The world becomes a bloop – on the Amsterdam canals

“The water,” says photographer and director Anker van Warmerdam, “can make everything ugly beautiful.” That is why he photographed Amsterdam, from his boat, through the canals. “The water is in fact one long undulating mirror of our city, and everything that happens in it – but with a kind of space-effect.”

The photos he took were initially mainly conceived for his girlfriend’s new cookbook, Welmoed Bezoen, called Welmoeds Wilde Keuken. “It is a very personal cookbook, so I wanted the dishes to be shown on special surfaces. Of course, there is also something wild about the water, something uncatchable.”

Because he had to photograph “about a million dishes,” all of which required a surface, he sailed endlessly through the canals on his boat. Flat on his stomach on the foredeck, camera in hand. He saw bright orange waste containers, fences around construction sites, rustling trees and rows of canal houses. All Amsterdam, but wavy. He also recently shared the photos he took on social media.

Hallucinant and unrecognizable

Looking at the city through the water is not new to him. Van Warmerdam grew up on a houseboat. So that view of the water was there from an early age. “They weren’t my first photos of the water either. I had already photographed reflections with my iPhone. That looked so crazy that I started working on it.”

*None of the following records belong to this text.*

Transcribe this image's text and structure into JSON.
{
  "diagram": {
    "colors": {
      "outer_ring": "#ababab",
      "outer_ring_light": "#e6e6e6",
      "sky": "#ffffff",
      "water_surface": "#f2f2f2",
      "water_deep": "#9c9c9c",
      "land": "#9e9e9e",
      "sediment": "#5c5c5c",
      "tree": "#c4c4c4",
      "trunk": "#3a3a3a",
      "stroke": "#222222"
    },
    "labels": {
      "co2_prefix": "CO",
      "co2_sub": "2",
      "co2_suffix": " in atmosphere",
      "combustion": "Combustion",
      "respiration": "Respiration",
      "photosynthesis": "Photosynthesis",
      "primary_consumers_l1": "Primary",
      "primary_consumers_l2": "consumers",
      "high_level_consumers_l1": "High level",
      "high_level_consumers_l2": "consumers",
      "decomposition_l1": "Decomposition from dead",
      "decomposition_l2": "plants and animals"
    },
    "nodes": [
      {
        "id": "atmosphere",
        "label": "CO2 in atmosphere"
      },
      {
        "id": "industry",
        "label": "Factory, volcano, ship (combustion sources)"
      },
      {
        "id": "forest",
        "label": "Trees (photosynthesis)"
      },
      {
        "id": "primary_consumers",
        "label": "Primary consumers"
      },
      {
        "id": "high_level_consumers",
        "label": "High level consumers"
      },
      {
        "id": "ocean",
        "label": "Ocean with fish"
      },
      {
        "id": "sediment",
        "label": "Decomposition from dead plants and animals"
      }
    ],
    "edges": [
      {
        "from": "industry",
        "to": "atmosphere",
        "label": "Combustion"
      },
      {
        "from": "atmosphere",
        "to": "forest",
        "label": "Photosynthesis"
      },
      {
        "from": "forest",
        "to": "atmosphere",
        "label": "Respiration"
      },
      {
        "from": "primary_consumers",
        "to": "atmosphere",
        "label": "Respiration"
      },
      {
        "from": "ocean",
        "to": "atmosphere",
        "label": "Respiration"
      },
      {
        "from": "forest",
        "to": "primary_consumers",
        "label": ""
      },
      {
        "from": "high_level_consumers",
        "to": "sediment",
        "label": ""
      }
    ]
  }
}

He became fascinated by the hallucinatory effect the water had on the city. His photos often have something unrecognizable, something surreal. “Like that photo at the Prinsengracht. You know you are looking at a canal house, but it is complete bloop.” And NEMO is no longer recognizable as NEMO, except for the color. Other colors are not recognizable at all. Such as the caramel photo, where it looks as if liquid, swirling caramel has been photographed. “But it really is a canal. That color comes from a container, which reflects on the water.”

Pink like a Monet painting

And if it’s not surreal, it at least looks like it’s a photo taken abroad. Because that photo with that pink colored water and those lilies, that cannot be Amsterdam. “Anyway. There was a steel fence surrounding a construction site near the Olympic Stadium. There was cloth on that fence so you couldn’t see through it and to stop the rubble.” That canvas, which was pink, gives a Monet-esque effect. It is a tip for everyone, says Van Warmerdam. Go to the water, look at it and photograph it: “Watch how it constantly changes, how the colors mix and separate on the surface. It’s enchanting. It’s one ripple and then it’s completely different again. The way you just saw it will never come back again.”